Halloween review

To call John Carpenter's 1978 feature Halloween "influential" would be akin to saying "the sky is blue." Although many would argue that Bob Clark's Black Christmas from four years earlier was the true impetus for the slasher explosion, Carpenter's film succeeds and surpasses for a host of reasons.

Halloween, the story of a masked, unstoppable killer returning to wreak havoc in his hometown fifteen years after murdering his sister, strikes a nerve chiefly because of its setting. Never mind the sorority house in Black Christmas; the backwoods farmhouse in The Texas Chainsaw Massacre; or even Friday the 13th's Camp Crystal Lake: Halloween is a gripping stalker tale set in your own backyard and mine.

Haddonfield, Illinois, a fictitious locale created for the movie, is a largely unremarkable place, save for the horrific occurence in 1963, when six-year-old Michael Myers brutally murdered his teenaged sister Judith with a butcher knife.

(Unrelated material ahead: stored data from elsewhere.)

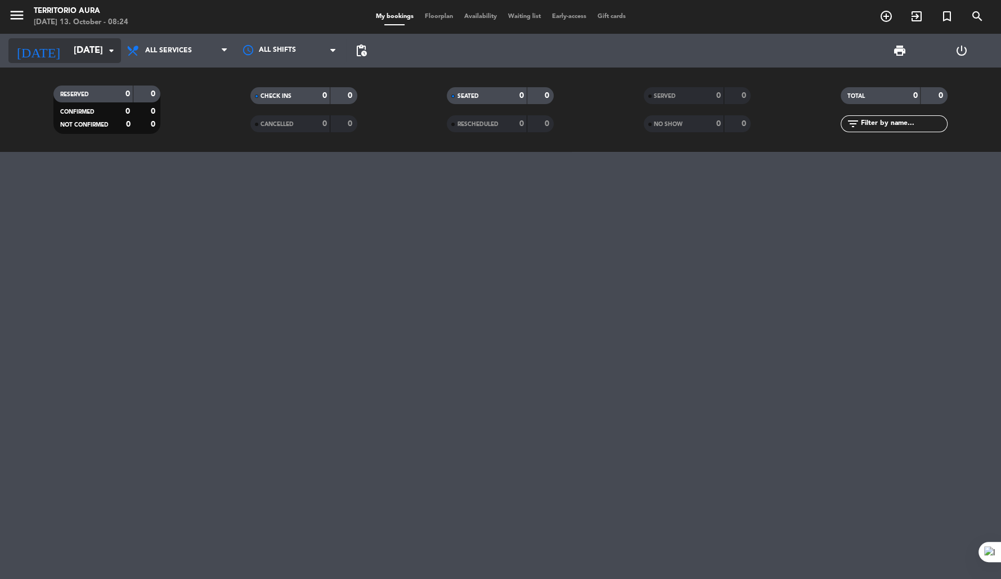 Image resolution: width=1001 pixels, height=579 pixels. Describe the element at coordinates (468, 96) in the screenshot. I see `span: SEATED` at that location. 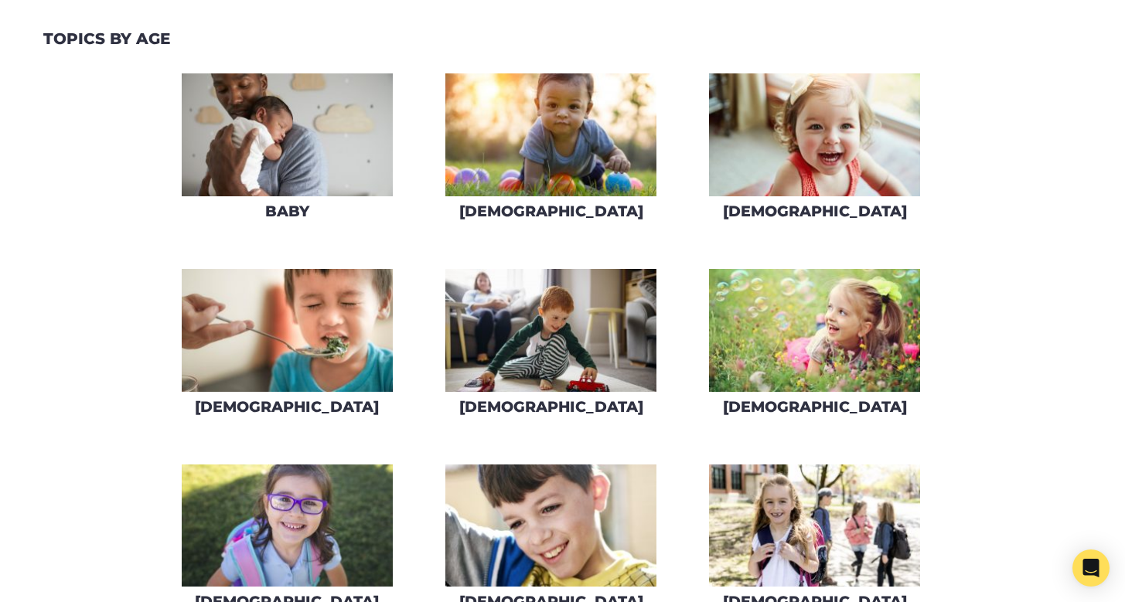 What do you see at coordinates (551, 330) in the screenshot?
I see `img: iStock-626842222-275x160.jpg` at bounding box center [551, 330].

The rotten kid has been detained in Smith's Grove Sanitarium ever since, until one rainy, October night eighteen years later, he escapes and returns to his Haddonfield, bent on finishing the job. On Halloween night in 1963, six-year-old Michael Myers has claimed his first victim. The characters of the tale are fairly standard. Jamie Lee Curtis, in a star-making feature debut, plays Laurie Strode, a plain-Jane high school senior who doesn't date (though she'd like to) and who uses her babysitting duties as an excuse for not more actively pursuing leisure. Her two best friends Annie (Nancy Kyes) and Lynda (P.J. Soles) constantly chastise Laurie for her spinster-like ways.

But with Michael Myers (Nick Castle) back in town, Laurie is suddenly seeing menacing images when she's in class, or walking down the sidewalk this Halloween. Fortunately, also in town is Dr. Sam Loomis (Donald Pleasance), who will become the key protagonist for practically the entire franchise. Loomis has been Myers' case-worker since 1963, and he is diligent in his efforts to track down and stop Myers before he can engage in any more mayhem.

To look at the original Halloween as a singular film and ignore the sequels (much as many purists prefer to do), it unfolds in a wonderfully subtle manner. Carpenter not only directed but also composed and performed the irrefutably haunting piano-based musical score. Despite the fact that five follow-up tales were filmed (I don't count the incongruous Halloween 3 here), Carpenter's original exists very well on its own. It's a complete story, from startling start to frightening finish. Halloween's final moments, in which the villain is seemingly vanquished but nonetheless seems to live on, gave a lot of viewers nightmares in 1978. I know, because I was one of them.

However, the smart money in Hollywood decided that another tale needed to be told. And the following tales, while never comparing to the original, were at worst acceptable. Again, many purists will disagree and maintain that the Halloween sequels were unnecessary follow-ups that demeaned Carpenter's original masterpiece. Perhaps they have a point, at least on one level. Nonetheless, the following installments could occasionally be so damned much fun, starting with Rick Rosenthal's Halloween 2 from 1981.